Thursday, December 29, 2011

How to Tell If Your Therapist is Any Good


 Susan Lwellyn has found that therapists are often out of sync with their clients around what they are doing in therapy that is useful. Clients find it most useful when they feel reassured and develop some strategies to solve their problems. Whereas therapists think they are being most useful when the client develops some insight into the cognitive and emotional causes of their problem. 

As a former therapist I know just how satisfying it feels to guide a client to an insight. I used to think "Now they understand how their current behaviour relates to their childhood experiences of emotional neglect, so they will now find it easy to change!" But, you know what, those long conversations didn't actually lead to a whole lot of change. I think they were based on a misunderstanding of what needs to happen in therapy.

William Miller (founder of an approach called Motivational Interviewing) discovered that some therapists do a much better job at helping their clients to change than others. Miller studied the differences between effective and ineffective therapists and found that the highly effective therapists:
  • Were good at empathic listening and were genuinely interested in understanding the client’s perspective
  • Coached the client to explore the pros and cons of change and helped them to make their own decision about whether they wanted to change
  • When the client resisted the idea of change, the effective therapists ‘rolled with that resistance’ rather than arguing with the client.
  • Had a respectful stance
    • Honoring the client’s autonomy – the client gets to choose whether they change or not, and as adults, they take responsibility for the consequences of their choice.
    • Viewing the client as the expert in their life. They didn’t talk down to the client but took a collaborative approach where they worked together to figure out what to do next.
So, here is my advice, if you want good therapy: 
  • Look for a therapist who treats you and your perspective with respect
  • Avoid therapists who argue with you; make you wrong or talk down to you
  • Avoid therapists who want to spend hours working out how your parents/childhood messed you up
  • Ask for the research evidence that supports the approach they are taking. 


Tuesday, December 20, 2011

How to be More Charismatic

Research suggests that charisma is determined by:

  1. How expressive you are verbally and non-verbally
  2. Whether people feel heard when they speak to you
When you are talking, what is the experience like for the listener? Are you open, animated, demonstrative and dynamic? Is there a degree of intensity and passion in your communication?  These characteristics capture people's attention and help them to connect with their own passion. Even something as simple as saying 'hello' to a friend can be 'charismatic' and demonstrate clearly how pleased you are to see them or be muted. That 'hello' may then set the tone for the interaction and, if it is the first time you have met, the rest of the relationship.

However, all that expressiveness wears pretty thin if people get the message that, in the end it is all about you. That you want all the limelight. Truly charismatic people also know when and how to give their attention to others. They listen intently. Their non-verbals show that they care about hearing your opinion and are moved by what you say.

So, if you aren't naturally expressive, would it be fake to adopt these characteristics?

I think, it depends on the reason you want to become more memorable and engaging. Does it align with some deeply held values? Perhaps you want to connect more deeply with the people you meet? Perhaps you want people to have a better experience when they interact with you?

When a change in behaviour is about becoming more like the person you want to be, then it might feel fake at first but over time it feels more and more like an expression of the 'real you'.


§ **What the exercise asks**:
Among these entries, count the lines containing the word "beschäftigt" and answer with only the number.
=== Section Start ===
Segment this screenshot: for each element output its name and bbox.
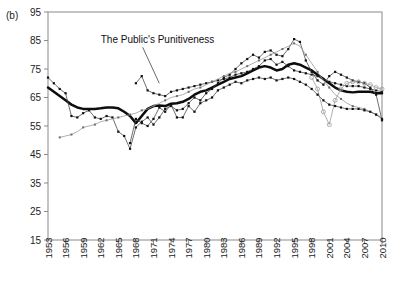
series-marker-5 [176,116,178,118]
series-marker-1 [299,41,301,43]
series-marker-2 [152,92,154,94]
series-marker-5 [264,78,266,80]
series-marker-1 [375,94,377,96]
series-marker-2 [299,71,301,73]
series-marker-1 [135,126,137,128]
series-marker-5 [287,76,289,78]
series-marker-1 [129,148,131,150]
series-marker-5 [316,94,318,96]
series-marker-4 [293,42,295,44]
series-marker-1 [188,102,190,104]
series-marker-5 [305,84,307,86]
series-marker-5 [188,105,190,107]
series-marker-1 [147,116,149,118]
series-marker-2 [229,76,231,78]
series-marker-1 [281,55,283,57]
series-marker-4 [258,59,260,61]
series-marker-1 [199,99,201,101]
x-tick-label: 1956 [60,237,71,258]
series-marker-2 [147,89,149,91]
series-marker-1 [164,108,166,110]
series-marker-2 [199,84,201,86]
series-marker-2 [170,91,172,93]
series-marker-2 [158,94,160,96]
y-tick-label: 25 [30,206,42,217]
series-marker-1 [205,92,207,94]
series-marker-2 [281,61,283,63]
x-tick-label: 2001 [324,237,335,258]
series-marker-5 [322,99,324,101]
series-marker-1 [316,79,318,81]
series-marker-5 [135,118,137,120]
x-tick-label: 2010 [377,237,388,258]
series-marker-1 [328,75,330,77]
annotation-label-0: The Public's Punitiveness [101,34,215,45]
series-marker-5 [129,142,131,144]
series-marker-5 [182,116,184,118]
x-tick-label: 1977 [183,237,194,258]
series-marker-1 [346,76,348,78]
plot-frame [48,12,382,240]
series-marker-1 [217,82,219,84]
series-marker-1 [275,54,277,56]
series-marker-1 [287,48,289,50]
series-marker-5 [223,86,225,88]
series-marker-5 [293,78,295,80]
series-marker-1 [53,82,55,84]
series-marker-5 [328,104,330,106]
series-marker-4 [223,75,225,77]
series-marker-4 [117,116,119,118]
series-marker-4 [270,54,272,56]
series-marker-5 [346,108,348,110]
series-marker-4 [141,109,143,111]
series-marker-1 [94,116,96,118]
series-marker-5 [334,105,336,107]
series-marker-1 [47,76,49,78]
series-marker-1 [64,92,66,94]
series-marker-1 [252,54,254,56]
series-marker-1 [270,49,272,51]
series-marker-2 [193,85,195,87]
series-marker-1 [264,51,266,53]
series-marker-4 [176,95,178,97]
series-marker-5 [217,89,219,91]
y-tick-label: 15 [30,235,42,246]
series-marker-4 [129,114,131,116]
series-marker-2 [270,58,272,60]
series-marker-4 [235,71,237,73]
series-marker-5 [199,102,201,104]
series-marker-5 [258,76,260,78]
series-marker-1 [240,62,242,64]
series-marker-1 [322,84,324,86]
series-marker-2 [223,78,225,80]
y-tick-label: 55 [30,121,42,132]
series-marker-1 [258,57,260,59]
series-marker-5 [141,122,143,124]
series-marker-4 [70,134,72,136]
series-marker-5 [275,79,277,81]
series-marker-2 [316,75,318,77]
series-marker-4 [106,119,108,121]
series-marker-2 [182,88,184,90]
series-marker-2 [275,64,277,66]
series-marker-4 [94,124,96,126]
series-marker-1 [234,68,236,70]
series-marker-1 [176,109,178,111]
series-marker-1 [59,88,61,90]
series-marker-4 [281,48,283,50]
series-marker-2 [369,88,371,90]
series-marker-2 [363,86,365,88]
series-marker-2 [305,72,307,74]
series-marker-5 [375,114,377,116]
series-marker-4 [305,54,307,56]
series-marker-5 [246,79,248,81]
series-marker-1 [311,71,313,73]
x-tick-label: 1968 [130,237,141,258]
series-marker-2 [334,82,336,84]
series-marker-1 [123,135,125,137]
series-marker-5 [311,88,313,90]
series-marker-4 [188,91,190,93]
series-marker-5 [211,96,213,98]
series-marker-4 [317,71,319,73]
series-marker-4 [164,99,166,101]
=== Section End ===
=== Section Start ===
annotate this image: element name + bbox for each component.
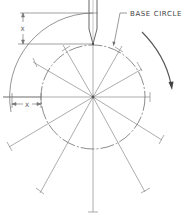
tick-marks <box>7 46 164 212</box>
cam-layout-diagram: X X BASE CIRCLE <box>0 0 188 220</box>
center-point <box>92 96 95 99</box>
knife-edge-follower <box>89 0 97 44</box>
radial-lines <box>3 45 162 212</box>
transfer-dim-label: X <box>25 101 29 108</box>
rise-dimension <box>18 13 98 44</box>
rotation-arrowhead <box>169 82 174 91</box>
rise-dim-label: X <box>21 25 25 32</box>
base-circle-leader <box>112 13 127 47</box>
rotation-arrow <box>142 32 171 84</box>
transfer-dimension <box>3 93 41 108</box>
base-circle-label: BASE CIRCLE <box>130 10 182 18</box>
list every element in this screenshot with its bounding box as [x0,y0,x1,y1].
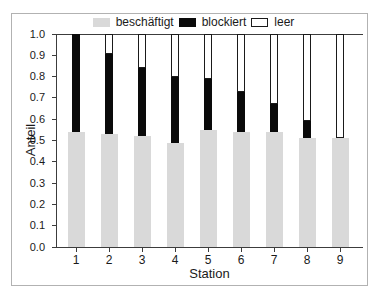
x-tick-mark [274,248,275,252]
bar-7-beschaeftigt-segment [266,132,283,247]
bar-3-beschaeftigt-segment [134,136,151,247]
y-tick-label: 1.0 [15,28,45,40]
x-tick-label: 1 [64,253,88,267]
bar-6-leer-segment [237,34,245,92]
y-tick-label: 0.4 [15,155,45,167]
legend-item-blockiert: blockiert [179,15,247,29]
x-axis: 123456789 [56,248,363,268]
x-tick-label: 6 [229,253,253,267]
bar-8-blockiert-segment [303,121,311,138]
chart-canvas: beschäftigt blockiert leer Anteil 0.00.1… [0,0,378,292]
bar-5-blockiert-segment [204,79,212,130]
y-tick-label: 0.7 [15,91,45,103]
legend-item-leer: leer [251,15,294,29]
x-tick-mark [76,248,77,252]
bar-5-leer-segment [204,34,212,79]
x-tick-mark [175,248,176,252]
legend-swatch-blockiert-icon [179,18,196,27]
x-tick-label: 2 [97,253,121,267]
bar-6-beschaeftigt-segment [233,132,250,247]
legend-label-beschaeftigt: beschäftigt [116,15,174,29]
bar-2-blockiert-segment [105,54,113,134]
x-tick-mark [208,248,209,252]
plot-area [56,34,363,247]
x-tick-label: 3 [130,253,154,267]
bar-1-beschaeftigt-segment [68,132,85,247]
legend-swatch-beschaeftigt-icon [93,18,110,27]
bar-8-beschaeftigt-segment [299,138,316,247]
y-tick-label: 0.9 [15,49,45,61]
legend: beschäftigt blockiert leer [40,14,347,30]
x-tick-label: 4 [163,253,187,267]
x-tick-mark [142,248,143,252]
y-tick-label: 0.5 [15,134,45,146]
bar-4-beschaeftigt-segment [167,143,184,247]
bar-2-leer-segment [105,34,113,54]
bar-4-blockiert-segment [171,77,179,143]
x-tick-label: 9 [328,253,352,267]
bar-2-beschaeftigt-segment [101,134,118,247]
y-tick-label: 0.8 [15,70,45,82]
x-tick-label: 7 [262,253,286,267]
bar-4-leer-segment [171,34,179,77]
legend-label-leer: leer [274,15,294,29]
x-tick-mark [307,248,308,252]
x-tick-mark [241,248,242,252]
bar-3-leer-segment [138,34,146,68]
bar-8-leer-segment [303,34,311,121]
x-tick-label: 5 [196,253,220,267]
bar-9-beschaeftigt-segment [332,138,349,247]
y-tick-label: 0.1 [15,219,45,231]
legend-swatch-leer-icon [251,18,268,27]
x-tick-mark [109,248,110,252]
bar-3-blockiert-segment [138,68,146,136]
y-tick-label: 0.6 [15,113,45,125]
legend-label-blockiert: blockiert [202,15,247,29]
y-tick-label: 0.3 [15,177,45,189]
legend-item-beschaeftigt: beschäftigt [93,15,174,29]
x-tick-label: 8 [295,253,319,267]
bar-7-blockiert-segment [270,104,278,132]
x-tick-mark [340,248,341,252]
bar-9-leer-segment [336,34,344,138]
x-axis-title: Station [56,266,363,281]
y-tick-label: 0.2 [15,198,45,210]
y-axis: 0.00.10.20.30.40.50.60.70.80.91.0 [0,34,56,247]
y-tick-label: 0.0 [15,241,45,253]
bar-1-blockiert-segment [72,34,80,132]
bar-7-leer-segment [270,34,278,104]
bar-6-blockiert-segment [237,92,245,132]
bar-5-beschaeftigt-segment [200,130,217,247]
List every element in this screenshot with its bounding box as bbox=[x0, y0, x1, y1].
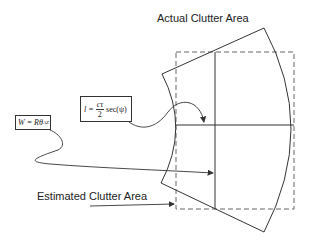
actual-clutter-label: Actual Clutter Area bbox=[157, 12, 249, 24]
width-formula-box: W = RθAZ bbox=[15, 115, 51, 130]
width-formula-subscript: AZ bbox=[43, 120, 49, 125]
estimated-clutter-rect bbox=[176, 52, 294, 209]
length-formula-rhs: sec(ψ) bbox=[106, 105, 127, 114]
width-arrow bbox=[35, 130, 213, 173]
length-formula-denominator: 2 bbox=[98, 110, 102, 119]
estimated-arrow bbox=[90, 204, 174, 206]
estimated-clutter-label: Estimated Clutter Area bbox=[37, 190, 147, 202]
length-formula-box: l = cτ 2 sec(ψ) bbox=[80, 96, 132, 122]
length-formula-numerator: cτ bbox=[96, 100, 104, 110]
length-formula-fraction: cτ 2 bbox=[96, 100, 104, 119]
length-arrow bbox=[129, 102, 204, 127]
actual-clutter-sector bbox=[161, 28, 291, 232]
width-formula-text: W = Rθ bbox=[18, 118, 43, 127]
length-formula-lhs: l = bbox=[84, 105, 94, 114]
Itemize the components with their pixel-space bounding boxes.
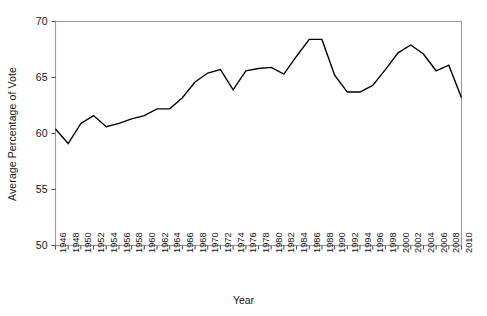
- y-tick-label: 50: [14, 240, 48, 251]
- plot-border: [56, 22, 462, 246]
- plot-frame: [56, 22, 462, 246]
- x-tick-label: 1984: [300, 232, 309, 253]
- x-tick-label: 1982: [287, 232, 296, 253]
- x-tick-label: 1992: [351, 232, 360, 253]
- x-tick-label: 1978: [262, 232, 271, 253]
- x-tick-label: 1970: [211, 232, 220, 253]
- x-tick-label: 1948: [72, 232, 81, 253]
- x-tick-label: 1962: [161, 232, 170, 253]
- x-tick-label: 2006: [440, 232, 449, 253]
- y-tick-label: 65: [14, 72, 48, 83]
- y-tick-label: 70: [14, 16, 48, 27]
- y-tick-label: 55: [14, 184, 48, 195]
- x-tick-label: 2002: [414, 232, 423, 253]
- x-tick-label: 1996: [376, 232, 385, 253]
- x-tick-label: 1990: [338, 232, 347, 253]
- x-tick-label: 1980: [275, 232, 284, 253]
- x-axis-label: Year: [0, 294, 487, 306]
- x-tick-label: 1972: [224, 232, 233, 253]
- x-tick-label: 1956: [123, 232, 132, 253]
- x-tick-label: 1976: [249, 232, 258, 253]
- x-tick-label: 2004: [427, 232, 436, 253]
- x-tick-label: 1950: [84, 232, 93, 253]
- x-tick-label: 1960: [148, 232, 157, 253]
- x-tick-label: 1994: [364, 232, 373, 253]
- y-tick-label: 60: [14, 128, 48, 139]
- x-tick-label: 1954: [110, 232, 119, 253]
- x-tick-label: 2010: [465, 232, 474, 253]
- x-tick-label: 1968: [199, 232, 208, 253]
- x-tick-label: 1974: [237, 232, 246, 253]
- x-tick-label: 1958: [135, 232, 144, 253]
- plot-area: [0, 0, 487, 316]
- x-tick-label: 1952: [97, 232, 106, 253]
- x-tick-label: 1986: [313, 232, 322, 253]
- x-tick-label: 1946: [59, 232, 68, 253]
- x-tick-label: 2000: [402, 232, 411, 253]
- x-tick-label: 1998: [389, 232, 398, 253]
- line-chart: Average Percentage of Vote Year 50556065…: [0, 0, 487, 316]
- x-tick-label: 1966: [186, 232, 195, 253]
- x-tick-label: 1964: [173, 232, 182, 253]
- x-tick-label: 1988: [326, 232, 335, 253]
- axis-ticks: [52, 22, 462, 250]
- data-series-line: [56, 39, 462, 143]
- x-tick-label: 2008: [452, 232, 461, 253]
=== Section End ===
=== Section Start ===
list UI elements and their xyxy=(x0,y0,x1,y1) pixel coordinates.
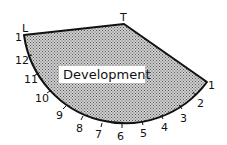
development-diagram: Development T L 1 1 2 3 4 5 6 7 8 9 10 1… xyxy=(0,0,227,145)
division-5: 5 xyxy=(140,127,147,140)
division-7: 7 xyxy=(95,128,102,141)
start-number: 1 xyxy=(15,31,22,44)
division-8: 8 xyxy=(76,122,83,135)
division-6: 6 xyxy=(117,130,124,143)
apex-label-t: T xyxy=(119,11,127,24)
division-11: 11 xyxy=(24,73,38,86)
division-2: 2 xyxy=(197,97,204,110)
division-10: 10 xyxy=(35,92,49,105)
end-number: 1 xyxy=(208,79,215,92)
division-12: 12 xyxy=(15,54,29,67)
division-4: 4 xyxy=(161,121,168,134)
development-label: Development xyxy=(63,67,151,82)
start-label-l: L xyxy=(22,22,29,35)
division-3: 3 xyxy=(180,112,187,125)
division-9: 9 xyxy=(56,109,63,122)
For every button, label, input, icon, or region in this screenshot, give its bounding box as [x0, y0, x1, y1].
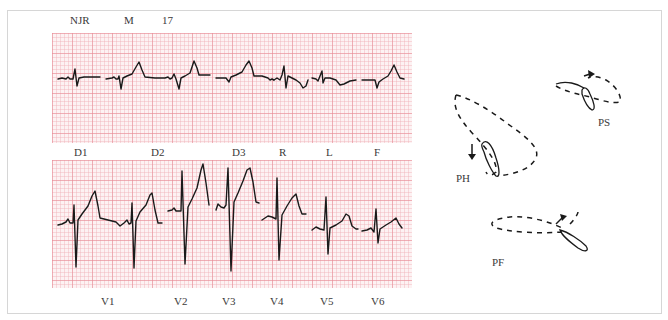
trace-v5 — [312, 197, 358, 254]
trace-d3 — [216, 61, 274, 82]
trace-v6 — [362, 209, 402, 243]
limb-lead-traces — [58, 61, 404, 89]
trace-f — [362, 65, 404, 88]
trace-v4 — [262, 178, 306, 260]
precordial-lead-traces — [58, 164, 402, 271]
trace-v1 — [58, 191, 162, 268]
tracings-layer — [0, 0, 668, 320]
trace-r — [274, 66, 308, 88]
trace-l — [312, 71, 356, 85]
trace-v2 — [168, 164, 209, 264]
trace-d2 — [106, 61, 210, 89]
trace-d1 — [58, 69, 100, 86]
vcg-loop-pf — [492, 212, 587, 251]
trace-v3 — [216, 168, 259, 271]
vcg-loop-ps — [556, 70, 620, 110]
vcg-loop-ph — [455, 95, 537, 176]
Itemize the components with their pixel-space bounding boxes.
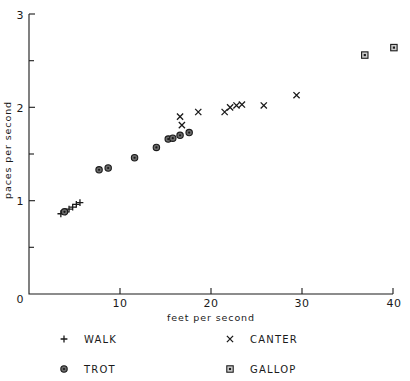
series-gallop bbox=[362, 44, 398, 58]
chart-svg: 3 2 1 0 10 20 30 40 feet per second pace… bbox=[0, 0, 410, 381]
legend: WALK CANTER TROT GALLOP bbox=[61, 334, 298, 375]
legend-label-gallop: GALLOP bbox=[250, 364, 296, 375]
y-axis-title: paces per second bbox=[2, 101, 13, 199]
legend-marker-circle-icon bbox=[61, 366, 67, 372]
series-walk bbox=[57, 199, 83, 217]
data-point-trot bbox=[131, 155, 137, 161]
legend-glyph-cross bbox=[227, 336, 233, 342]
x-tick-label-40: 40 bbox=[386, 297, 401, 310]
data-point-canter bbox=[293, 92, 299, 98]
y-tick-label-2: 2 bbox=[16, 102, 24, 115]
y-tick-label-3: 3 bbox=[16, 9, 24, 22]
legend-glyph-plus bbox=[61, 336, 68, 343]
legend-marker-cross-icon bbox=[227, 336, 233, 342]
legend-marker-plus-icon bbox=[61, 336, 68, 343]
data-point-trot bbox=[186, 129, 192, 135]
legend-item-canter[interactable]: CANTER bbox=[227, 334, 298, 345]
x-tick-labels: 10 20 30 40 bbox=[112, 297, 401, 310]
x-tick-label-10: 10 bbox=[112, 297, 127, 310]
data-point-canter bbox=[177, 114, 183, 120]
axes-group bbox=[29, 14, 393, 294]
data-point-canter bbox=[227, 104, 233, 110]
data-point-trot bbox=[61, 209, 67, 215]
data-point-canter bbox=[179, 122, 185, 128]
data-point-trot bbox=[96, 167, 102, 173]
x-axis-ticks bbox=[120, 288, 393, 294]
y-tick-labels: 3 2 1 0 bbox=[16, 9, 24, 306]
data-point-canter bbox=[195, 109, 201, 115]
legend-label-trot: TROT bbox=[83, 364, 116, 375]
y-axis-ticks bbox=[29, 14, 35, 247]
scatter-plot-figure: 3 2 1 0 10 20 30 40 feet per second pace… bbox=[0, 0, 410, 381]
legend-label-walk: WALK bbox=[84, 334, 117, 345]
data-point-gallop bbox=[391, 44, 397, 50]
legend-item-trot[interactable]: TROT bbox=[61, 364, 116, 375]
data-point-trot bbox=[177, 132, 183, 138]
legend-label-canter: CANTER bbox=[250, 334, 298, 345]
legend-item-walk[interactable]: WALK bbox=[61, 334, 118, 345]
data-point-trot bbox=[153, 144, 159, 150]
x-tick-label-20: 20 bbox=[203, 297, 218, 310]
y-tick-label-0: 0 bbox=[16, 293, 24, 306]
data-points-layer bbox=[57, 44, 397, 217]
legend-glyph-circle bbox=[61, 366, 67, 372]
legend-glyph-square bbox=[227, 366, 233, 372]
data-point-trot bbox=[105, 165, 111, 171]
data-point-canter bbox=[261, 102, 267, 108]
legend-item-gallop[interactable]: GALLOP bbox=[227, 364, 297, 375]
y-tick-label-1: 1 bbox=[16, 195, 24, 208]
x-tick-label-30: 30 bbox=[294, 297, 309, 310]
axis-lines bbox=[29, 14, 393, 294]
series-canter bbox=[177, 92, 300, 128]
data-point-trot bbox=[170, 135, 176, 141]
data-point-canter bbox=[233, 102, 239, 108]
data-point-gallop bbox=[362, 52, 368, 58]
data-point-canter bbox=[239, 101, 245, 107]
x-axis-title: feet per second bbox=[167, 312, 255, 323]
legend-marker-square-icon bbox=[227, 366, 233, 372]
=== Section End ===
§ **Expected output**:
4